Word of the Month: Irenic

From the “Dictionary of the Strange, Curious, and Lovely”:

Your word of the month is irenic: promoting peace, conciliatory, peaceful; [from the Greek eirēnē peace] or if you want the Webster’s official: favoring, conducive to, or operating toward peace, moderation, or conciliation

In Greek mythology, Eirene was one of the Horae, the goddesses of the seasons and natural order who in the Iliad are the custodians of the gates of Olympus. According to the Greek poet Hesiod, the Horae were the daughters of Zeus and a Titaness named Themis, and each had a name indicating her function and relation to human life. Eirene (in Greek Eirēnē, meaning “peace”) was the goddess of peace. Her name gave rise to irenic and other peaceable terms including irenics (a theological term for advocacy of Christian unity), and the name Irene.

What do we think of when we consider a move toward peace, or living in such a way that we are constantly striving towards moderation, conciliatory behavior, or striving for a world of working together? It seems like a Herculean task, honestly. We (or perhaps I just mean myself) can tend towards defensive and sometimes offensive behavior when our values, communities, and lives are threatened, and I am often torn between wanting to remain committed to peace, and the understanding that sometimes it is necessary to take a stronger stand to protect others (I even have “the sword doesn’t write poetry and the pen doesn’t win battles” tattooed on my body). But even in that, and thinking of the struggle to stay peaceful I think of the saying ‘fighting for peace, is like fucking for abstinence’. Is that even a saying or did I make it up?

Either way, operating towards peace feels pretty foreign right now, I’m not going to lie. With our country embroiled in a war no one asked for or wanted, and the heartless killing and destruction of another human’s land and people, unlawful imprisonment of human beings, the unchecked and unpunished sexual assault on women and children by people in positions of power, peace seems like a flimsy concept, no more concrete than an ever-changing and quickly dispersing cloud.

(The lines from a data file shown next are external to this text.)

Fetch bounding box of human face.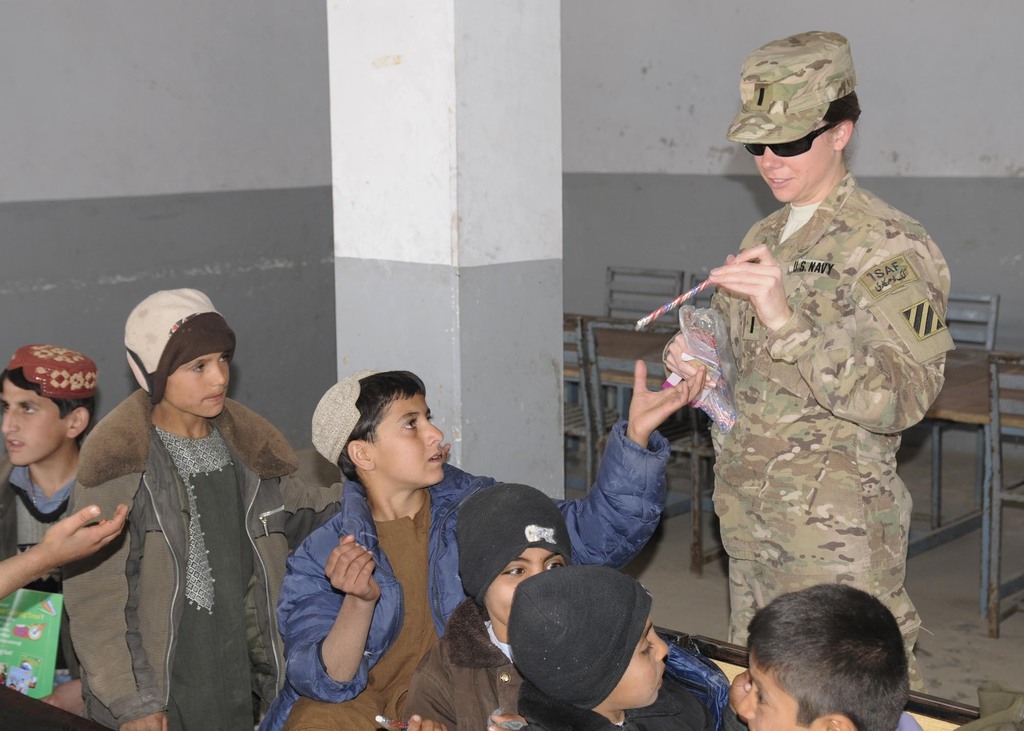
Bbox: l=371, t=402, r=447, b=478.
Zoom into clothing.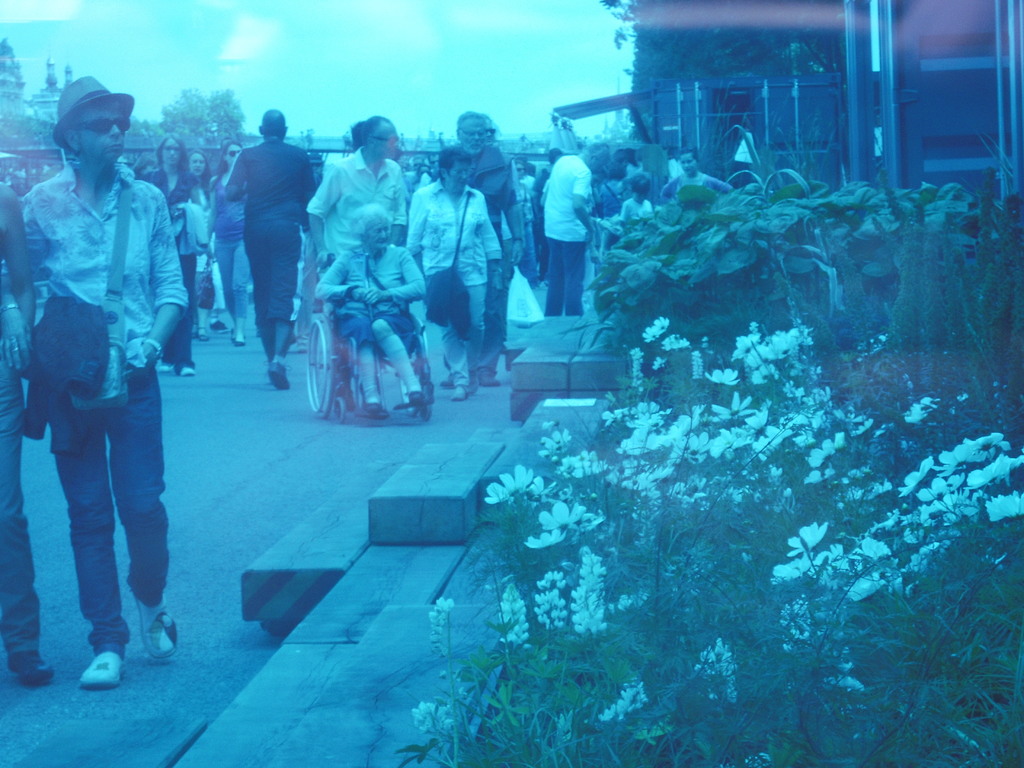
Zoom target: rect(659, 157, 684, 198).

So how do we, as single and rather powerless individuals, artists, parents, and conscientious observers work towards a way that embodies an irenic existence?

I’m truly asking.

Because all I can come up with is by keeping our protests strong but peaceful. By not physically harming human life in our quest to find justice (but an unpersoned warehouse of a moral-less, greed-filled capitalist who doesn’t pay their workers a living wage? I didn’t see anyone strike that match, and even if I did, I didn’t). All I can think is that we protect our own, personal peace by staying informed but not being caught up in the mental barrage of over-played and cyclical horrors purposefully fed to us by social media. All I can think is that we cultivate peace, caring, and empathy in our communities and homes. We take care of others, we give our time and resources to those in need, we step away and breathe when anger and ignorance springs up from the comment section. We keep asking ourselves, what’s the good fight? What takes care of the most people? How do we keep the most vulnerable safe and live in such a way that when we step into a room or conversation, any inciting temperature lowers to calm.

How do we do that?

I’m not entirely sure. I guess, by listening, really listening, not just to the words expressed but the feelings that have driven them out into the open. By not taking it as a personal attack, even when it feels that way. (Toddlers lash out the same way a lot of people in comments sections do. If you take those repetitive, brainwashed phrases and replace them with ‘nuh uh’, or ‘my dad could beat up your dad’, you can really see through the façade of righteousness to the insecurity that drives it). By relaying back, “I see that this upsets you, that you are scared and that’s okay. It means you care and there’s something important you fear losing.” Perhaps would open enough space that we could start a conversation. One that cuts through ideologies to the core of our shared humanity. The challenge is in knowing that this proffered olive branch is not always returned by the other side. The idea of rational, thoughtful, genuine empathy is often misconstrued (and brainwashed into the masses) as ‘weakness’.

But we have to try right? I want to believe so. I want to hope that the current, boiling and murky water that we’re treading can be settled and cleared with a commitment to peace. And even if, in our best efforts towards this utopian ideal, we fail, then at least we know we tried…Before we burn it all to the ground and start over.